Nicolas: I’m not sure I agree with the implication that markets can decide if the Internet solves everything. It’s us humans who are deciding, making choices, prioritising, allocating resources, setting policies, etc. As humans, we might decide that we want a market (that is, supply and demand matched by a price mechanism) to regulate some array of transactions. This is exactly what is happening, for instance, with the spread of mobile money in Kenya or the worldwide rise of smartphones: people feel they benefit from using a product and are willing to pay money to a supplier.
The issue with technology and development is (a) that in many cases, markets are not the mechanism that achieves the best development outcomes (think about education or healthcare), (b) that even the freest of markets needs to be enabled by things like political stability, infrastructure, and basic institutions (think about contract law and property rights), and (c) that many markets need regulatory intervention or power-balancing institutions to prevent one side of the exchange to dominate and exploit the other (think about workers’ rights).
In each case, it is thus a matter of evaluating what mixture of technology, markets, and protections works best to achieve the best development outcomes, keeping in mind that development is multi-dimensional and goes far beyond economic growth. These evaluations and discussions are challenging, and it takes time to determine what works, where, and when, but ultimately we’re improving our knowledge and our practice if we keep the conversation open, critical, and diverse.

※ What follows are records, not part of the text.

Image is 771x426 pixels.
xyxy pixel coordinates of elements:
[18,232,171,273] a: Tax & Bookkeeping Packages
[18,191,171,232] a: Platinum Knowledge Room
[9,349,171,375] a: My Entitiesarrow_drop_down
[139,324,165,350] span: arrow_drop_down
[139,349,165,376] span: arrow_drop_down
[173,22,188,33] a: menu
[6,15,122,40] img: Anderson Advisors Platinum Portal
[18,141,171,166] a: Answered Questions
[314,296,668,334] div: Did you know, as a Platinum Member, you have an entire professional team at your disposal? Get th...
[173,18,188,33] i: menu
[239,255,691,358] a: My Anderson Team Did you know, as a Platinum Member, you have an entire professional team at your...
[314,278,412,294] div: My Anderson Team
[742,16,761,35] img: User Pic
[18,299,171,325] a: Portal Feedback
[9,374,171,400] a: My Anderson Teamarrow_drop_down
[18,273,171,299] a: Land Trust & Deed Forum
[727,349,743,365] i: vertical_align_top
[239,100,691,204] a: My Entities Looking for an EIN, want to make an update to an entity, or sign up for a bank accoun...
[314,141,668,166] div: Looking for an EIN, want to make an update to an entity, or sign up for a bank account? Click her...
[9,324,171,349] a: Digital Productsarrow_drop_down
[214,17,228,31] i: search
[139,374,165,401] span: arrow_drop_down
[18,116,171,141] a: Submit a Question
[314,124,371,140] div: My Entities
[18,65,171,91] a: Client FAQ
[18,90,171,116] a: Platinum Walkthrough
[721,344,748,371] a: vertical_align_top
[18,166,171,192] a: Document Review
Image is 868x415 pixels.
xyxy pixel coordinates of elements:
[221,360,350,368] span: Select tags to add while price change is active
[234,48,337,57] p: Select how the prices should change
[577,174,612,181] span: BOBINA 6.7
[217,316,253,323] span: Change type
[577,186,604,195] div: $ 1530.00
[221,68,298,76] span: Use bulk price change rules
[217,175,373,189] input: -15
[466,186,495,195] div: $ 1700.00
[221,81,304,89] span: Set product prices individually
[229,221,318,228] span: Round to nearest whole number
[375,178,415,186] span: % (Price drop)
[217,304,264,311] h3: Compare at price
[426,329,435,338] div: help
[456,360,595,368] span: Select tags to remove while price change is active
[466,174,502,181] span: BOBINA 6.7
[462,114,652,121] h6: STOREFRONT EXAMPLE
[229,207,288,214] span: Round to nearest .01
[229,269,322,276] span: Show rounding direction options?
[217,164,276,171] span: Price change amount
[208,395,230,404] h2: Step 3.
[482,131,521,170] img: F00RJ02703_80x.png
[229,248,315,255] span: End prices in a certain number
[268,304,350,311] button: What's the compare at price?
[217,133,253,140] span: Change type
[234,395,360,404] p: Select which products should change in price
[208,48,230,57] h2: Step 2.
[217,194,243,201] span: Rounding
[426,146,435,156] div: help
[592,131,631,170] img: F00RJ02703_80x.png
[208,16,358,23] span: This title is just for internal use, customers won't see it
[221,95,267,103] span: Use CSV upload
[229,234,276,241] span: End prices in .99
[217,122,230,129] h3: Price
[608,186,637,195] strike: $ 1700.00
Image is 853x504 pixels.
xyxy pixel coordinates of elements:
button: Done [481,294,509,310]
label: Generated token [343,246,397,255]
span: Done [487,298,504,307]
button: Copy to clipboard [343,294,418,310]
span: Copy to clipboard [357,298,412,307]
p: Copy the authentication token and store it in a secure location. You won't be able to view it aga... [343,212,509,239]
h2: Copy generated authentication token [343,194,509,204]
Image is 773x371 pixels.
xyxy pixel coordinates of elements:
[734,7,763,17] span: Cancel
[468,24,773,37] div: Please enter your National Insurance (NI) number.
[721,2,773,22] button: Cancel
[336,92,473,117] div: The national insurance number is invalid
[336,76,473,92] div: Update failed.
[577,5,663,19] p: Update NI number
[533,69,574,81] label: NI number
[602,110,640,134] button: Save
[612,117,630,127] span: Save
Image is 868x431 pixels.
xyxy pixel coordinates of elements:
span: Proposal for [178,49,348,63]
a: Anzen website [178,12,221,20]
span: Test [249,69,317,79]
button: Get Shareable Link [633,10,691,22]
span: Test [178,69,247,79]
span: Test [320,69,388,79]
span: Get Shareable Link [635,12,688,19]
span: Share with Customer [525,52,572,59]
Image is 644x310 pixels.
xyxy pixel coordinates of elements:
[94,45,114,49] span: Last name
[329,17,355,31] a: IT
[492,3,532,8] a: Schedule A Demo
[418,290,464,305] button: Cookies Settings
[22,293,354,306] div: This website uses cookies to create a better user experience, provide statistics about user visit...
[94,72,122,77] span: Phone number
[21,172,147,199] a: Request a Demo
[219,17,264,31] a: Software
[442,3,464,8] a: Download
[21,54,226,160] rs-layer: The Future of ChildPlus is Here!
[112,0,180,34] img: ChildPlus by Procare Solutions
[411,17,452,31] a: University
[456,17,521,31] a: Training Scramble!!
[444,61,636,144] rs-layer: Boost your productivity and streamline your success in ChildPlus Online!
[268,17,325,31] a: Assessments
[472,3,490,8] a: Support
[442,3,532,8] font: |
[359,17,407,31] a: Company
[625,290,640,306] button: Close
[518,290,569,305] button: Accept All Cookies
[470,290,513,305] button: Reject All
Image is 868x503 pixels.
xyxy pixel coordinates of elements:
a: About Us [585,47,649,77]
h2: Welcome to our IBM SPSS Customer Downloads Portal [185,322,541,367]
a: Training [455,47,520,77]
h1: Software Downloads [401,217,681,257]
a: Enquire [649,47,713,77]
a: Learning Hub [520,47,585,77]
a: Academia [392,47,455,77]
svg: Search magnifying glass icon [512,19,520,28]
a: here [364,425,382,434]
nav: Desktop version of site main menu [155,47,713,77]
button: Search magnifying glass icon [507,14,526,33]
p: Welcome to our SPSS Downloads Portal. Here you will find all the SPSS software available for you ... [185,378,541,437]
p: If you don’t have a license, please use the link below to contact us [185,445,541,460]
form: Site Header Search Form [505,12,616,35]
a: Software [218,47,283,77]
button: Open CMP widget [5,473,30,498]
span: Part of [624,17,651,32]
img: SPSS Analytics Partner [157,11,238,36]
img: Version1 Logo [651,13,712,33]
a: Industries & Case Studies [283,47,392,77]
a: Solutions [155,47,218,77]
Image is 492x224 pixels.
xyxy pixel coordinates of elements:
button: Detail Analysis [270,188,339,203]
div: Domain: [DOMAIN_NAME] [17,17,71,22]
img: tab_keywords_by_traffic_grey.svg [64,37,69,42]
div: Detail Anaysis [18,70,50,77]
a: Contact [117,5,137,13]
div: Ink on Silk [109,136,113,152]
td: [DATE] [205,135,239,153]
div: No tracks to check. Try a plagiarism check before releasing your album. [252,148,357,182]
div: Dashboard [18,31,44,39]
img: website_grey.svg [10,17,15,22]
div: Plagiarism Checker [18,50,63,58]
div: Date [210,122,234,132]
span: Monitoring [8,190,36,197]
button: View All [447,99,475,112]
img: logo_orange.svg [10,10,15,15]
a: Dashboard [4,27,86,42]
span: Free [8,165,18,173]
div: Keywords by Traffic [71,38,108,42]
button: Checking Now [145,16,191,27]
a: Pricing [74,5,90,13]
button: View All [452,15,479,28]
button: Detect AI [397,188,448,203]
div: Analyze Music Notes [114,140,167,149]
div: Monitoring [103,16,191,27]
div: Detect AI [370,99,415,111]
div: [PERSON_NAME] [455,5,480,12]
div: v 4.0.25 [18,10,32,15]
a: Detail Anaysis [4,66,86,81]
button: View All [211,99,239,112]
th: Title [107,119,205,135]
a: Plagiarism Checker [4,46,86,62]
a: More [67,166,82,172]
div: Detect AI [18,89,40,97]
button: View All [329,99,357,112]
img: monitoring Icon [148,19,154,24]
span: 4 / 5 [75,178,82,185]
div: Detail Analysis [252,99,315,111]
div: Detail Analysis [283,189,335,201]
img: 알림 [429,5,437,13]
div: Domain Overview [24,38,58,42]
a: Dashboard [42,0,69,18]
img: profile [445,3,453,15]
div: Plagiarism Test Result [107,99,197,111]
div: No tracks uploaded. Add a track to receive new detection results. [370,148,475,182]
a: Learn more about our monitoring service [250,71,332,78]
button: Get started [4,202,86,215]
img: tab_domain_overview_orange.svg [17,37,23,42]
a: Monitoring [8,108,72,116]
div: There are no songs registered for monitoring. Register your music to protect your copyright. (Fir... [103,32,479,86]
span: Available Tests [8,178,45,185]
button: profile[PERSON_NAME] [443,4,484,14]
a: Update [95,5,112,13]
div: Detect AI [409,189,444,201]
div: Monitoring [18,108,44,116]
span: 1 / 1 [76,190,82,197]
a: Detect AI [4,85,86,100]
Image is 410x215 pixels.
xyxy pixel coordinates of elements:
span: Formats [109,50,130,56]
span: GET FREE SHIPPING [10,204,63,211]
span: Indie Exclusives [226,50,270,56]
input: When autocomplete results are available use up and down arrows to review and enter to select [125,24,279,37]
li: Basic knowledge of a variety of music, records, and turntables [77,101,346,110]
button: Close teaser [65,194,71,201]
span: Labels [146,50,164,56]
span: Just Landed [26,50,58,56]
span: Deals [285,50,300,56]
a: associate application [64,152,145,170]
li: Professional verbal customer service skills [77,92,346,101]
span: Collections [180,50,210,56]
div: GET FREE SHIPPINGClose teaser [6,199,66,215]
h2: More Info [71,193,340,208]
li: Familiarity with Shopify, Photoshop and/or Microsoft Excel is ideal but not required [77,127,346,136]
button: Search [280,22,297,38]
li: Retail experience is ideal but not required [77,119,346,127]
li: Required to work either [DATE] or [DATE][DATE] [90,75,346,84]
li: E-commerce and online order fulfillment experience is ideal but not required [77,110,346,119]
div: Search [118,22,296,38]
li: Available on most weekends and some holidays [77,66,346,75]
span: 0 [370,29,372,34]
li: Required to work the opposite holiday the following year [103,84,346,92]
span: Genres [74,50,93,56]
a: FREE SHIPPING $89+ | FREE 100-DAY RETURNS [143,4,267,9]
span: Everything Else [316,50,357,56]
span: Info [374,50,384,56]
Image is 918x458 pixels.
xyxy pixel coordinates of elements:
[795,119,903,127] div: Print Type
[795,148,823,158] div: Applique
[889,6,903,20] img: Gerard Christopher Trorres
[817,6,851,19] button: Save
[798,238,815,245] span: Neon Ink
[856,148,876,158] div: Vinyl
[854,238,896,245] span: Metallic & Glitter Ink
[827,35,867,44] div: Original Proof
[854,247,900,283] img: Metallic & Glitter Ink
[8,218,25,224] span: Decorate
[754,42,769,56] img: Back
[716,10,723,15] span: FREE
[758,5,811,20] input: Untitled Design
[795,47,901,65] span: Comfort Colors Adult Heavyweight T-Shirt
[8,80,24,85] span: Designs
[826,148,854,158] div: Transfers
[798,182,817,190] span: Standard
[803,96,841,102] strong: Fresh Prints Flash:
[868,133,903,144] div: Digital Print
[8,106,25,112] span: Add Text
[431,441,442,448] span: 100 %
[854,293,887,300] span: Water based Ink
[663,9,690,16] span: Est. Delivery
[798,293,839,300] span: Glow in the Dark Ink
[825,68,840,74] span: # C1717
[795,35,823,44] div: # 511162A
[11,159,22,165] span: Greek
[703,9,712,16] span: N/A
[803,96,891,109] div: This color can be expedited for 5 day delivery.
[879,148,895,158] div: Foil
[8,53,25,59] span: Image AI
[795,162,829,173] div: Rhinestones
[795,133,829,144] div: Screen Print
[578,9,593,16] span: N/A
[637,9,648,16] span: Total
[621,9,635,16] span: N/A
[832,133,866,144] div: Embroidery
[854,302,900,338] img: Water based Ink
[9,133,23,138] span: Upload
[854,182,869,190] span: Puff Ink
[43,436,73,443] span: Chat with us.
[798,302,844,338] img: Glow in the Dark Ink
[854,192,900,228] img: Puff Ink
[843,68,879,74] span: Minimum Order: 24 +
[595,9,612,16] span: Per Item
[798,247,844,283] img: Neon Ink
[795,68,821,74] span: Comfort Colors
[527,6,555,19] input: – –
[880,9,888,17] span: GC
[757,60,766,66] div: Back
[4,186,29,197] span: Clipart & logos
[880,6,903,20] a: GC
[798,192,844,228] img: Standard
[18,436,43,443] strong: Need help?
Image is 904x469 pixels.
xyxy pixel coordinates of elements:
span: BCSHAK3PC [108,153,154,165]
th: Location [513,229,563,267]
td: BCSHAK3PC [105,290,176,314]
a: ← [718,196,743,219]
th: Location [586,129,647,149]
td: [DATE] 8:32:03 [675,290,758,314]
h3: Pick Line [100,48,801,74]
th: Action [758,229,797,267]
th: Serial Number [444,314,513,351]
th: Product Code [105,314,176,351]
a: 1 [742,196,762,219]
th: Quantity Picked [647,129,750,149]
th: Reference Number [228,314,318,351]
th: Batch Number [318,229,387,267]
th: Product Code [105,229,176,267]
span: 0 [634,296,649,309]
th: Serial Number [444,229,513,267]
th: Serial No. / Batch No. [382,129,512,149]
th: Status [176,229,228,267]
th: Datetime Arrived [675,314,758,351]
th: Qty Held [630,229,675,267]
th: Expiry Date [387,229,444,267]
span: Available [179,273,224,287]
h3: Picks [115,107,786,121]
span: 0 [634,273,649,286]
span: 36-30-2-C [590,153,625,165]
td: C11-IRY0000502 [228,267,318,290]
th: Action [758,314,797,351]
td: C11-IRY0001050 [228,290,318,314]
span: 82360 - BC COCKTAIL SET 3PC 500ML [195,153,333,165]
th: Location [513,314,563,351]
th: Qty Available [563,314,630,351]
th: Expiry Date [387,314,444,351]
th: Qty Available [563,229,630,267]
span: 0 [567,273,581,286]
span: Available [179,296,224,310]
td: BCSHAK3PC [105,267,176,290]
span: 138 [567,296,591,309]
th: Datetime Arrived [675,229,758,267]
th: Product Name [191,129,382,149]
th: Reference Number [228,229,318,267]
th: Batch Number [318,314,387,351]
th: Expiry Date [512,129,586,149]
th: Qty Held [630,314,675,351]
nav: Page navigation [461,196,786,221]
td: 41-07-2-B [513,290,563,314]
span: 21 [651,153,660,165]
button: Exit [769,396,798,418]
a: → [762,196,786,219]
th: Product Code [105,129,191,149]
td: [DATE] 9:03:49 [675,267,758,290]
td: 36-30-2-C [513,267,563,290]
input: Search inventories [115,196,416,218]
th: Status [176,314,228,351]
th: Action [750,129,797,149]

Ed.: Is there a consensus on ICT and development, or are there basically lots of camps, ranging from extreme optimists to extreme pessimists? I get the impression that basically “it’s complicated”—is that fair? And how much discussion or recognition (beyond yourselves) is there about the gap between these statements and reality?
Nicolas: ICT and development has seen a lot of soul-searching, and scholars and practitioners have spent over 20 years debating the field’s nature and purpose. There is certainly no consensus on what ICTD should do, or how ICTs effect/affect development, and maybe that is an unrealistic—and undesirable—goal. There are certainly optimistic and pessimistic voices, like you mention, but there is also a lot of wisdom that is not widely acknowledged, or not in the public domain at all. There are thousands of practitioners from the Global North and South who have been in the trenches, applied their critical and curious minds, and seen what makes an impact and what is a pipe dream.
So we’re far from the only ones who are aware that much of the ICTD rhetoric is out of touch with realities, and we’re also not the first ones to identify this problem. What we tried to point out in our article is that the currently most powerful, influential, and listened to sources tend to be the ones that are overly optimistic and overly simplistic, ignoring all the wisdom and nuance created through hard scholarly and practical work. These actors seem to be detached from the messy realities of ICTD.
This carries a risk, because it is these organisations (governments, global consultancies, multilateral development organisations, and international tech corporations) that are setting the agenda, distributing the funds, making the hiring decisions, etc. in development practice.
Read the full article: Friederici, N., Ojanperä, S., and Graham, M. (2017) The Impact of Connectivity in Africa: Grand Visions and the Mirage of Inclusive Digital Development. Electronic Journal of Information Systems in Developing Countries, 79(2), 1–20.
Nicolas Friederici was talking to blog editor David Sutcliffe.